It might not be possible to use questionnaires like these in the context of an illness. For example, patients receiving steroids, which have the potential to interfere with neuropsychological instruments, might be a problem.
Targeted therapy is used in a variety of adult and pediatric leukemia cases. Common forms of targeted therapy include tyrosine kinase inhibitors and anthracycline or platinum-based drugs. More advanced cases may involve more advanced drug regimens or combination therapy.
Patients with chronic myeloid leukemia will probably be cured if they have a complete remission of the disease. However, patients with B-cell precursors of acute myelogenous leukemia will not be cured, since relapse will probably occur. Patients with acute myelogenous leukemia, a subtype of B-cell precursors, may be affected (relapse) if they do not receive treatment. The effect of cancer therapies on chronic myelogenous leukemia remains uncertain.
Signs of leukemia appear similar in each leukemia subtype and all patients are at increased risk because all cases may contain only one sign of leukemia.

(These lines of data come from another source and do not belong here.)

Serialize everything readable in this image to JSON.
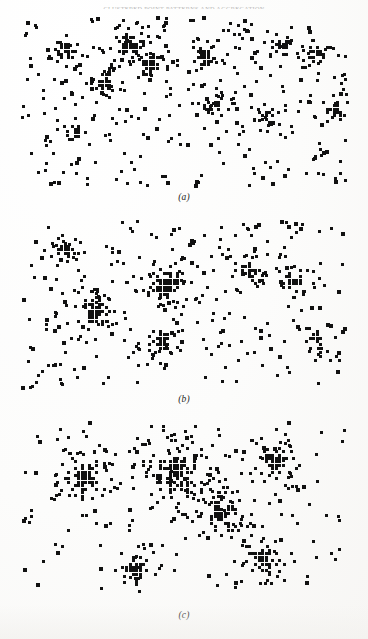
{
  "document": {
    "running_header": "CLUSTERED POINT PATTERNS AND AGGREGATION",
    "background_color": "#fdfdfc",
    "ink_color": "#111111"
  },
  "figure": {
    "name": "three-panel-cluster-simulation",
    "panel_count": 3,
    "panels": [
      {
        "id": "a",
        "label": "(a)"
      },
      {
        "id": "b",
        "label": "(b)"
      },
      {
        "id": "c",
        "label": "(c)"
      }
    ]
  },
  "chart_data": {
    "type": "scatter",
    "title": "",
    "subtitle": "",
    "xlabel": "",
    "ylabel": "",
    "grid": false,
    "legend": null,
    "axis_visible": false,
    "marker": {
      "shape": "square",
      "color": "#111111",
      "size_px": 3.2,
      "cluster_size_px": 3.4
    },
    "xlim": [
      0,
      332
    ],
    "ylim": [
      0,
      176
    ],
    "panels": [
      {
        "id": "a",
        "label": "(a)",
        "description": "Early stage: many small clusters plus dense scattered background points",
        "n_points": 620,
        "n_background": 300,
        "n_clusters": 11,
        "cluster_spread": 9.5,
        "clusters": [
          {
            "cx": 48,
            "cy": 36,
            "n": 34,
            "r": 11
          },
          {
            "cx": 112,
            "cy": 30,
            "n": 52,
            "r": 14
          },
          {
            "cx": 132,
            "cy": 52,
            "n": 40,
            "r": 12
          },
          {
            "cx": 186,
            "cy": 44,
            "n": 30,
            "r": 11
          },
          {
            "cx": 196,
            "cy": 92,
            "n": 26,
            "r": 10
          },
          {
            "cx": 262,
            "cy": 30,
            "n": 30,
            "r": 11
          },
          {
            "cx": 300,
            "cy": 40,
            "n": 36,
            "r": 12
          },
          {
            "cx": 86,
            "cy": 70,
            "n": 26,
            "r": 10
          },
          {
            "cx": 60,
            "cy": 118,
            "n": 18,
            "r": 9
          },
          {
            "cx": 248,
            "cy": 104,
            "n": 20,
            "r": 9
          },
          {
            "cx": 318,
            "cy": 96,
            "n": 22,
            "r": 10
          }
        ]
      },
      {
        "id": "b",
        "label": "(b)",
        "description": "Intermediate stage: fewer, denser clusters with a sparser background",
        "n_points": 540,
        "n_background": 250,
        "n_clusters": 7,
        "cluster_spread": 11.5,
        "clusters": [
          {
            "cx": 46,
            "cy": 36,
            "n": 26,
            "r": 10
          },
          {
            "cx": 78,
            "cy": 96,
            "n": 62,
            "r": 16
          },
          {
            "cx": 150,
            "cy": 70,
            "n": 74,
            "r": 18
          },
          {
            "cx": 144,
            "cy": 126,
            "n": 34,
            "r": 12
          },
          {
            "cx": 232,
            "cy": 56,
            "n": 46,
            "r": 14
          },
          {
            "cx": 276,
            "cy": 66,
            "n": 40,
            "r": 13
          },
          {
            "cx": 296,
            "cy": 122,
            "n": 24,
            "r": 10
          }
        ]
      },
      {
        "id": "c",
        "label": "(c)",
        "description": "Late stage: a few large consolidated clusters with a thin background scatter",
        "n_points": 470,
        "n_background": 170,
        "n_clusters": 6,
        "cluster_spread": 15.5,
        "clusters": [
          {
            "cx": 66,
            "cy": 60,
            "n": 96,
            "r": 21
          },
          {
            "cx": 158,
            "cy": 54,
            "n": 150,
            "r": 27
          },
          {
            "cx": 206,
            "cy": 96,
            "n": 86,
            "r": 20
          },
          {
            "cx": 258,
            "cy": 44,
            "n": 72,
            "r": 18
          },
          {
            "cx": 118,
            "cy": 150,
            "n": 40,
            "r": 13
          },
          {
            "cx": 246,
            "cy": 142,
            "n": 52,
            "r": 15
          }
        ]
      }
    ]
  }
}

If the signs of leukemia are not present, other symptoms such as fatigue, unintentional weight loss, fever, malaise, and dizziness should be followed up in order to find signs of leukemia and monitor patient response to treatment.
leukemias and other cancers share some of the same inherited predisposition and risk factors. The occurrence of leukemias may be influenced in part by environmental factors including the use of carcinogens or viral infection. Other risk factors include an underlying genetic defect like familial leukemia, and environmental exposures to ionizing radiation and chemicals.
Around 20,300 cases of acute myeloid leukemia (AML) and 1,400 cases of acute lymphocytic leukemia (ALL) occur each year in adults. For children, AML accounted for 20,300 cases and ALL for 1,240 cases.
Leukemia is a type of cancer that forms in the white blood cells, the bone marrow and the platelets, and is caused by abnormal cells arising from the hematopoietic stem cells in the bone marrow and blood. It is sometimes fatal and frequently arises from leukemic genes.
No breakthroughs in treatment have been found in all aspects of leukemia since 1960. Many drugs have come into use and shown promise in the treatment of acute leukemia. The development of targeted and personalized therapies for leukemias have shown promise in the treatment of chronic myeloid leukemia, whereas the first new drug for the treatment of acute lymphoblastic leukaemia for many years is lenalidomide. There have been some advances in treatment. For patients with chronic myeloid leukaemia, and chronic lymphocytic leukaemia, the treatment of choice has been consolidation therapy, combining several drugs with different mechanisms of action on different blood cell types.
For the entire time period 1985-2013, the 5-year survival rates for patients with acute leukemia were 77% and 67% in patients who had leukemia <56 years old and ≥56 years old, respectively.
There seem to be two distinct areas of methodological quality in medical research. There is either an absence or an inadequate number of trials that actually use questionnaires to evaluate participants, or alternatively the methodology can be described as poor. We consider that the questionnaire should be used in further clinical studies, especially the quality of life assessment, in cancer care. One should consider the use of the Quality of Life Questionnaire in clinical trials so as to help to evaluate the quality of care.
When a person is diagnosed with leukemia, the risk of secondary cancer is approximately one-third. It is difficult to definitively make an honest estimation of the risk, as this depends on many factors, including age at diagnosis, sex, type of diagnosis, lifestyle, and time interval between diagnoses of leukemia and second cancers.\n
It is very likely that a high proportion of leukemia cases has an inherited genetic component. Inherited cancer predisposition may be attributable to mutated DNA, or it may in turn be due to environmental risk factors, such as lifestyle. Genetic predisposition may be more pronounced than environmental risk factors in sporadic or juvenile forms of leukemia.